Alexander Heard, former Chancellor of Vanderbilt, died Saturday at an age of 92. He was Chancellor when I was at Vanderbilt and he brought on a remarkable change in the school. Enrollment doubled and the number of new buildings increased significantly. Few college leaders were as effective, courageous or influential. During the turmoil and tumult of the 60s and 70s, he was willing to sit down with campus leaders and radicals both.

In the 60s, we had the annual Impact Symposium where students asked famous people to come speak to us. We had people such as Fred Friendly and Robert Kennedy. We heard from some of the very best and smartest and most notable people of the times. In 1967, we (I was part of the Impact Symposium organizers) asked Dr. Martin Luther King and Stokley Carmichael, head of a civil rights organization called the Student Non-Violent Coordinating Committee, SNCC, which was rapidly becoming less and less non-violent. Protests from the conservative Nashville community were immediate and vocal and loud.

The evening paper (and the voice of the conservative side of Nashville), the Nashille Banner, responded with every verbal gun in their arsenal, including a favorite tactic for Jimmy Stahlman, a Banner editorial. Calls, letters, and threats of removing bequests flooded the Chancellor’s office.
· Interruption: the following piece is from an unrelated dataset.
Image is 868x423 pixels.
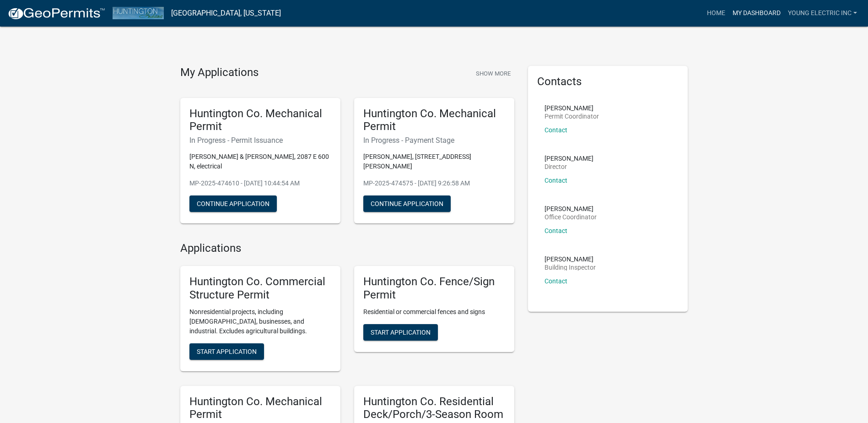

Chancellor Heard responded to the controversy with the statement: “The university’s obligation is not to protect students from ideas, but rather to expose them to ideas, and to help make them capable of handling and, hopefully, having ideas.” For the times, and for now as well, powerful ideas. Because of the respect he showed students at every opportunity, Vanderbilt never went through much of the 60s and 70s problems like students taking over administration buildings and extreme protests.

He was an excellent chancellor, and, to me, symbolized Vanderbilt as much as Kirkland Tower ever did.